The Temple of Baal, in Palmyra, Syria, in 2011. In 2015 it was razed by the Islamic State.
YIN BOGU / XINHUA PRESS, VIA CORBIS
By KANISHK THAROOR
MARCH 19, 2016
NEXT month, the Temple of Baal will come to Times Square. Reproductions of the 50-foot arch that formed the temple’s entrance are to be installed in New York and in London, a tribute to the 2,000-year-old structure that the Islamic State destroyed last yearin the Syrian town of Palmyra. The group’s rampage through Palmyra, a city that reached its peak in the second and third century A.D., enraged the world, spurring scholars and conservationists into action. Numerous nongovernmental organizations are now cataloging and mapping damaged cultural heritage sites in the region.
It will be uncanny and thrilling to see this arch from an ancient desert civilization set against the bright lights of New York. Unfortunately, facsimiles can achieve only so much. Denuded of people, stripped of the rich social contexts in which they were once embedded, antiquities appear just as evidence of the grandeur of the past, the accomplishments of another place in another time. But what did these assemblages of stone mean to the modern Iraqis and Syrians who lived with them?
For Salam al-Kuntar, a Syrian archaeologist who works at the University of Pennsylvania Museum, the loss of the Temple of Baal was deeply personal. “I have a special love for Palmyra because the Temple of Baal is where my mother was born,” she said.
Ms. Kuntar’s grandfather was a policeman in Palmyra when its Roman-era ruins were inhabited. Well into the 20th century, generations of Palmyrenes made their homes in the shade of millenniums-old columns. The locals taught Ms. Kuntar’s grandmother — who was a young bride when she arrived in Palmyra — how to cook and how to bake bread.
Her daughter was among the last generation born inside the ancient city. In the late 1920s and early 1930s, French colonial authorities cleared the area of its inhabitants and dismantled their mud-brick house. That paved the way for the archaeological exploration and preservation of the site, but it also definitively ended ancient Palmyra’s habitation as well as the use of the Temple of Baal, which over the centuries had transformed into a Byzantine church, then a mosque, before eventually becoming part of the village where Ms. Kuntar’s mother was born.
A picture taken in March 2014 shows the iconic arched gate in the ancient Syrian city of Palmyra. The Islamic State destroyed it in 2015.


*EXERCISE*: Go over the data below line by line, and state how many lines contain the string "content". Give the number only.

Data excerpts
::::
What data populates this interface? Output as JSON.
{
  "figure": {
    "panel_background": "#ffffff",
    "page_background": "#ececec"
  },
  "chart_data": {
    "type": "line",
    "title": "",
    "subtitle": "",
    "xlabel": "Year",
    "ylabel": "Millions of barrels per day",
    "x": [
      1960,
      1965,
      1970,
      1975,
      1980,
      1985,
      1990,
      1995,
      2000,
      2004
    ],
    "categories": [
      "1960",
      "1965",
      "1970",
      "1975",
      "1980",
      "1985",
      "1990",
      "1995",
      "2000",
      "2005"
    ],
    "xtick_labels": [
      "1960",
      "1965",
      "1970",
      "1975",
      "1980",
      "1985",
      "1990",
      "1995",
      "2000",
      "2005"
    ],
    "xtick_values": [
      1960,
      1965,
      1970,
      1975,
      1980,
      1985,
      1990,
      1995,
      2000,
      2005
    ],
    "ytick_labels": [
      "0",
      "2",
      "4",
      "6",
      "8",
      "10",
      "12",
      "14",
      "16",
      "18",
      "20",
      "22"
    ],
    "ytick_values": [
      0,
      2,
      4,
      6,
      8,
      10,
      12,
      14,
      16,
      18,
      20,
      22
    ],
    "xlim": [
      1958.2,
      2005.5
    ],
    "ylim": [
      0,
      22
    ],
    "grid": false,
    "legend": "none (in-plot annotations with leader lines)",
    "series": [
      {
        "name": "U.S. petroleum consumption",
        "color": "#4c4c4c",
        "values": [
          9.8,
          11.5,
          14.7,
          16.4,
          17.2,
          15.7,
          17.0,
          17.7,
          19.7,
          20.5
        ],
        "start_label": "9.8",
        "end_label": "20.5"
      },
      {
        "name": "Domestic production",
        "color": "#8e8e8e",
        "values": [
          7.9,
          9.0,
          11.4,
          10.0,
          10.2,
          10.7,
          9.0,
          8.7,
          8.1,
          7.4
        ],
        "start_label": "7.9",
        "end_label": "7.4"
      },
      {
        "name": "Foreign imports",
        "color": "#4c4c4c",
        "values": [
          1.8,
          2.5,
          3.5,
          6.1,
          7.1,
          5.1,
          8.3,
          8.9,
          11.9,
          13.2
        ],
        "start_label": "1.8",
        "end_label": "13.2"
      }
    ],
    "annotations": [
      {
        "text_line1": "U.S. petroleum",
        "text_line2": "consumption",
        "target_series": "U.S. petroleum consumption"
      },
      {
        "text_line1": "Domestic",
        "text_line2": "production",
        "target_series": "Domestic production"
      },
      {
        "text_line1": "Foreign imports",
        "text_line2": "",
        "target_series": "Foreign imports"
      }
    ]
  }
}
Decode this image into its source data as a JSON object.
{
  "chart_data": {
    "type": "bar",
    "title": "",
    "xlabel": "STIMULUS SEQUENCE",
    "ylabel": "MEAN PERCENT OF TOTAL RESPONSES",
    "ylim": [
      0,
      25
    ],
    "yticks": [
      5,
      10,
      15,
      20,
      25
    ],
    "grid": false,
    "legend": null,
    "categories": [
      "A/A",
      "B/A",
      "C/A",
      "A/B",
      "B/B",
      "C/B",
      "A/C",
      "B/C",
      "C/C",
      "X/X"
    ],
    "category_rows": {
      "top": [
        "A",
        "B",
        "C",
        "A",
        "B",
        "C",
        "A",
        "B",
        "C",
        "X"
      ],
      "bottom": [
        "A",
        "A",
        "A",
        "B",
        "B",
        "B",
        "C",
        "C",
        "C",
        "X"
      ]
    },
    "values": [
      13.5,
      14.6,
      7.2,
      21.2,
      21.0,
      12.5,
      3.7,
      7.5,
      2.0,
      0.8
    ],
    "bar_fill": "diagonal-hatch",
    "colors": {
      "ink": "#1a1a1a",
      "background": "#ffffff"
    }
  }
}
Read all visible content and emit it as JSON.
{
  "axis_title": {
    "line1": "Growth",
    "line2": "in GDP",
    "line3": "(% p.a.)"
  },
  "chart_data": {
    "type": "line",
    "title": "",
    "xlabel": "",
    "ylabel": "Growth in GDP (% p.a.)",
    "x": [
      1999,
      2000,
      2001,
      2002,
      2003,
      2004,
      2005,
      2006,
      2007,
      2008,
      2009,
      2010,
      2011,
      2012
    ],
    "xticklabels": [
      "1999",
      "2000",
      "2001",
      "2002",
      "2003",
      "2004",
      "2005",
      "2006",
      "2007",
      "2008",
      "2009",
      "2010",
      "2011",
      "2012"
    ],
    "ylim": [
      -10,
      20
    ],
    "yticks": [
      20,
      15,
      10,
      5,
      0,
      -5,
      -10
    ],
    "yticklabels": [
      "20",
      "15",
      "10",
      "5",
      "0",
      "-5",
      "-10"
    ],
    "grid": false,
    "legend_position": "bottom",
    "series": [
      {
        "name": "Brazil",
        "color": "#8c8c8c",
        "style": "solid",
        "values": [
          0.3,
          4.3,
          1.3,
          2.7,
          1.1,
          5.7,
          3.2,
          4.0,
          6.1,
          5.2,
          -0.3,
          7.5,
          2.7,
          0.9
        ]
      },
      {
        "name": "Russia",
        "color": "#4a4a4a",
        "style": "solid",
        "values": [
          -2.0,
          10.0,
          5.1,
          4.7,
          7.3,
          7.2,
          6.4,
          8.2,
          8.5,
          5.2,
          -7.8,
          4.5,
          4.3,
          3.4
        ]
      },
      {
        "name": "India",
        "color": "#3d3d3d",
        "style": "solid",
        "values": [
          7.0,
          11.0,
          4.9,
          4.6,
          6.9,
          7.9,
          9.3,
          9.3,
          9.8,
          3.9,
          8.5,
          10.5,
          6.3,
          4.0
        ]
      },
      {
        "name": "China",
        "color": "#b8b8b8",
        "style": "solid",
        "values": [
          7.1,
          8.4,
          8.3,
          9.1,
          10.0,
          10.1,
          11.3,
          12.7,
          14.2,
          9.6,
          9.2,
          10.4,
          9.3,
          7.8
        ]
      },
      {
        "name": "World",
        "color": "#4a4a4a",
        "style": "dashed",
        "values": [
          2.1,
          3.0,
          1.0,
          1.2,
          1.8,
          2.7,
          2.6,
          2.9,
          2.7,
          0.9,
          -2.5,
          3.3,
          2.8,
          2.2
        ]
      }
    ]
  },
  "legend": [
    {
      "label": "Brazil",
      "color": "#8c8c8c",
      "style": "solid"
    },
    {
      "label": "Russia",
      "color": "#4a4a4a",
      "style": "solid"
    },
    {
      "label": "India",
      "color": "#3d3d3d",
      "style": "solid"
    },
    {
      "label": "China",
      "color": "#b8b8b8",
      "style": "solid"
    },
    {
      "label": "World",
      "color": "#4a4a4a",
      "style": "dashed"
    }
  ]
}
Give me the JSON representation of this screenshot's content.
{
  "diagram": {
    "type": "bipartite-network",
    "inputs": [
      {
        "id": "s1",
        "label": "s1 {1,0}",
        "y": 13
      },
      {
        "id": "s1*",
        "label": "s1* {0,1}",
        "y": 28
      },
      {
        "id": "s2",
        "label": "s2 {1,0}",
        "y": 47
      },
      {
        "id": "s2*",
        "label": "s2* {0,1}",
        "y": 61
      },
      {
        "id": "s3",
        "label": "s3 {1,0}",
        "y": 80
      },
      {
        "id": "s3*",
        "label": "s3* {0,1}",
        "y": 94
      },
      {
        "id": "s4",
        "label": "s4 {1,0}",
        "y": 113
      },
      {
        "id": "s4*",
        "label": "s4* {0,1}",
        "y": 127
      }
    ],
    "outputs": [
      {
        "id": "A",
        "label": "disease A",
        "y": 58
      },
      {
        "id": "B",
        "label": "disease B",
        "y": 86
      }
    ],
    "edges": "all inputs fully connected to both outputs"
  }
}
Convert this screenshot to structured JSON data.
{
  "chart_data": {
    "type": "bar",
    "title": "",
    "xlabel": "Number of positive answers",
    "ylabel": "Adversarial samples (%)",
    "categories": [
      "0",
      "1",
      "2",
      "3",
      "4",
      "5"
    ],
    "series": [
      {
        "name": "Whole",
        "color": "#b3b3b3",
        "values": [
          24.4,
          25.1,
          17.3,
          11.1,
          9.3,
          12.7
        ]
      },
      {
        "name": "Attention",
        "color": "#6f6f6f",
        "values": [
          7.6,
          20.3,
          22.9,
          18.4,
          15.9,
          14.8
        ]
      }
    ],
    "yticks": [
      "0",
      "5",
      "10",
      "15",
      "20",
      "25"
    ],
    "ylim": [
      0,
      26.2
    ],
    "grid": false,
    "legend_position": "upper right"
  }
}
::::
*TASK OUTPUT*: 2